With the book proposal done, I’ve been able to return to my novel in progress, “Finding Evelyn.” Set in the 50s, it centers on three women who are interconnected on many levels. One woman is an inmate at the Staunton mental asylum, another is one of the first female anthropologists of her time, and the third is a young woman who hangs out in the Natural History Museum with her sketchpad and is befriended by an elderly naturalist. The young woman’s story is inextricably interwoven into the stories of the other two women. It’s a challenge because I’m essentially telling three women’s stories and focusing a lot on voice and experimenting with form. It’s an ambitious concept, but I’m committed to working on it until I’m certain the narrative works in the way each woman’s story threads through the other women’s stories.
How my work differs from others of its genre
I think every writer’s work is unique. No writer can tell the same story. There may be similar themes or settings, but ultimately the telling is always different. I bring a strong feminist lens to my writing, an awareness of social justice issues and differing experiences of agency for each of my characters. My current novel is set in the 1950s, so it gives me a chance to envision the injustices that several of my characters would have encountered during that time period: racism, sexism, ignorance about treatment and support for mental illness.

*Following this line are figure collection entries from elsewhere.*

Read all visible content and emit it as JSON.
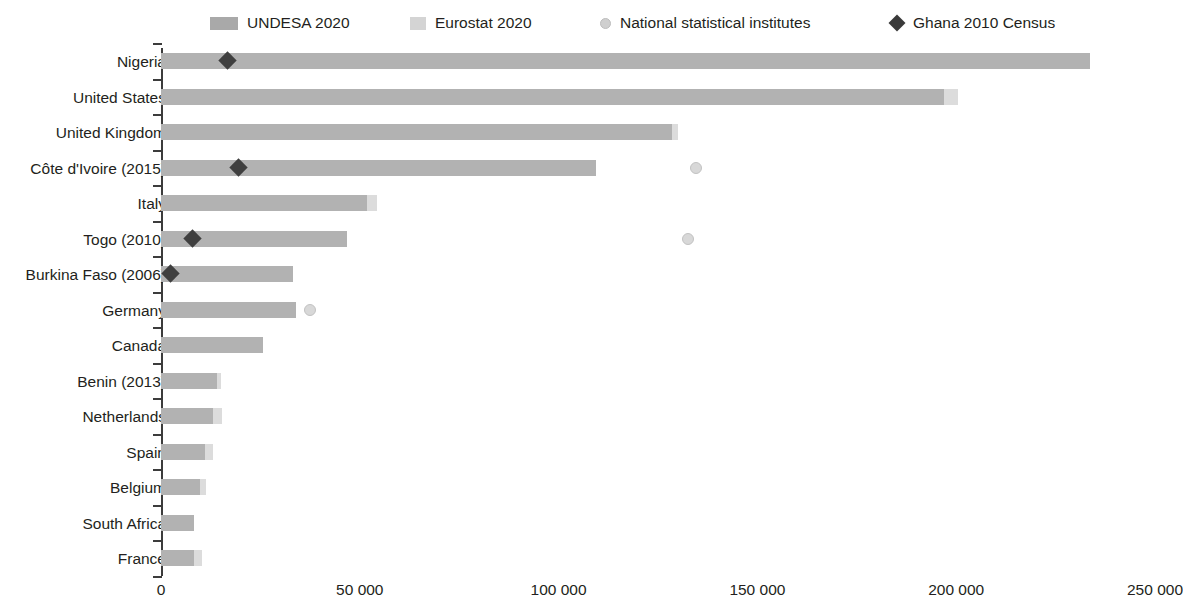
{
  "legend": {
    "items": [
      {
        "label": "UNDESA 2020",
        "marker": "bar-swatch-dark"
      },
      {
        "label": "Eurostat 2020",
        "marker": "bar-swatch-light"
      },
      {
        "label": "National statistical institutes",
        "marker": "circle-marker"
      },
      {
        "label": "Ghana 2010 Census",
        "marker": "diamond-marker"
      }
    ]
  },
  "colors": {
    "undesa": "#b2b2b2",
    "eurostat": "#dcdcdc",
    "nsi": "#d8d8d8",
    "ghana": "#3f3f3f",
    "axis": "#3c3c3c",
    "text": "#231f20"
  },
  "chart_data": {
    "type": "bar",
    "orientation": "horizontal",
    "title": "",
    "xlabel": "",
    "ylabel": "",
    "xlim": [
      0,
      250000
    ],
    "xticks": [
      0,
      50000,
      100000,
      150000,
      200000,
      250000
    ],
    "xtick_labels": [
      "0",
      "50 000",
      "100 000",
      "150 000",
      "200 000",
      "250 000"
    ],
    "grid": false,
    "legend_position": "top",
    "categories": [
      "Nigeria",
      "United States",
      "United Kingdom",
      "Côte d'Ivoire (2015)",
      "Italy",
      "Togo (2010)",
      "Burkina Faso (2006)",
      "Germany",
      "Canada",
      "Benin (2013)",
      "Netherlands",
      "Spain",
      "Belgium",
      "South Africa",
      "France"
    ],
    "series": [
      {
        "name": "UNDESA 2020",
        "type": "bar",
        "values": [
          233700,
          197000,
          128500,
          109400,
          51800,
          46800,
          33200,
          33900,
          25700,
          14000,
          13100,
          11000,
          9800,
          8300,
          8300
        ]
      },
      {
        "name": "Eurostat 2020",
        "type": "bar-extension",
        "values": [
          null,
          200500,
          130000,
          null,
          54300,
          null,
          null,
          null,
          null,
          15200,
          15400,
          13000,
          11300,
          null,
          10200
        ]
      },
      {
        "name": "National statistical institutes",
        "type": "scatter",
        "values": [
          null,
          null,
          null,
          134500,
          null,
          132500,
          null,
          37500,
          null,
          null,
          null,
          null,
          null,
          null,
          null
        ]
      },
      {
        "name": "Ghana 2010 Census",
        "type": "scatter",
        "values": [
          16600,
          null,
          null,
          19600,
          null,
          8000,
          2400,
          null,
          null,
          null,
          null,
          null,
          null,
          null,
          null
        ]
      }
    ]
  }
}
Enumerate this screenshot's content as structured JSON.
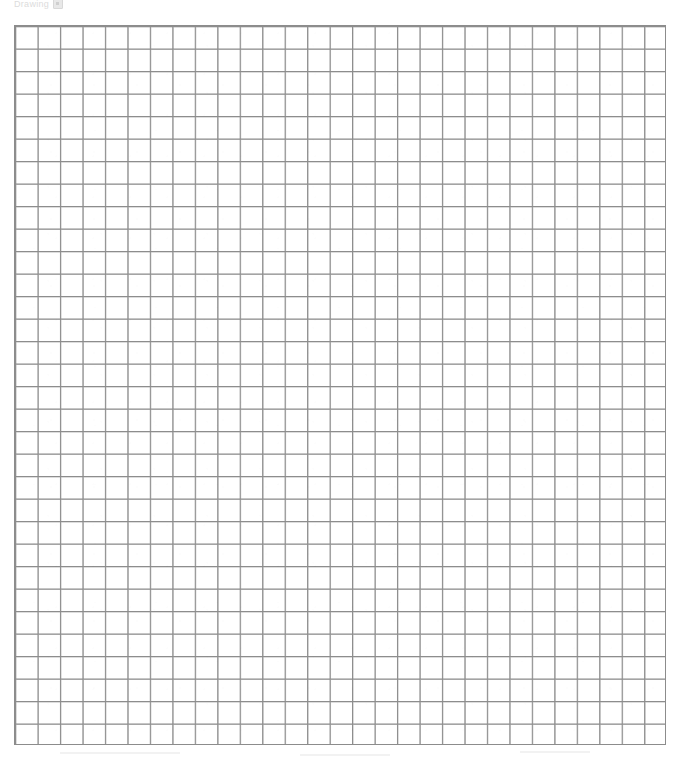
{
  "canvas": {
    "width": 681,
    "height": 760,
    "background_color": "#ffffff"
  },
  "header": {
    "label": "Drawing",
    "icon": "document-icon",
    "color": "#dcdcdc",
    "note": "faint, partially clipped by the top edge of the screenshot"
  },
  "grid": {
    "name": "graph-paper-grid",
    "x": 14,
    "y": 25,
    "width": 652,
    "height": 720,
    "columns": 29,
    "rows": 32,
    "cell_width": 22.48,
    "cell_height": 22.5,
    "line_color": "#8c8c8c",
    "line_color_secondary": "#b8b8b8",
    "line_width": 1,
    "border_color": "#8c8c8c",
    "fill_color": "#ffffff"
  },
  "chart_data": {
    "type": "table",
    "title": "Drawing",
    "xlabel": "",
    "ylabel": "",
    "grid": true,
    "legend": "none",
    "columns": 29,
    "rows": 32,
    "categories": [],
    "values": [],
    "annotations": []
  }
}
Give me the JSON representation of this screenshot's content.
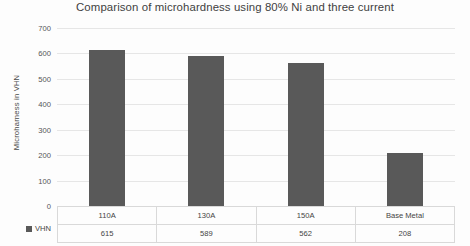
{
  "chart_data": {
    "type": "bar",
    "title": "Comparison of microhardness using 80% Ni and three current",
    "xlabel": "",
    "ylabel": "Microharness in VHN",
    "categories": [
      "110A",
      "130A",
      "150A",
      "Base Metal"
    ],
    "series": [
      {
        "name": "VHN",
        "values": [
          615,
          589,
          562,
          208
        ]
      }
    ],
    "values": [
      615,
      589,
      562,
      208
    ],
    "ylim": [
      0,
      700
    ],
    "yticks": [
      0,
      100,
      200,
      300,
      400,
      500,
      600,
      700
    ],
    "ytick_labels": [
      "0",
      "100",
      "200",
      "300",
      "400",
      "500",
      "600",
      "700"
    ],
    "grid": true,
    "legend_position": "bottom-left",
    "bar_color": "#595959",
    "gridline_color": "#e6e6e6",
    "has_data_table": true
  },
  "legend": {
    "entries": [
      {
        "label": "VHN",
        "color": "#595959"
      }
    ]
  },
  "table": {
    "row_header": "VHN",
    "header_row": [
      "110A",
      "130A",
      "150A",
      "Base Metal"
    ],
    "value_row": [
      "615",
      "589",
      "562",
      "208"
    ]
  }
}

I tend to follow a more horizontal, feminine line of storytelling. The traditional plot style doesn’t feel as natural for me. I’ve studied it, written stories with it, but I believe that both styles are important and will appeal to different readers. It would be incredibly boring if we all wrote straight, vertical plot lines.
Experimenting with form is something I enjoy. That can be good and bad! Sometimes it means that I fail. Miserably. But sometimes, I can hit that sweet spot where it all comes together and the reader is transported completely into my characters’ stories because I’ve bent the traditional novel form.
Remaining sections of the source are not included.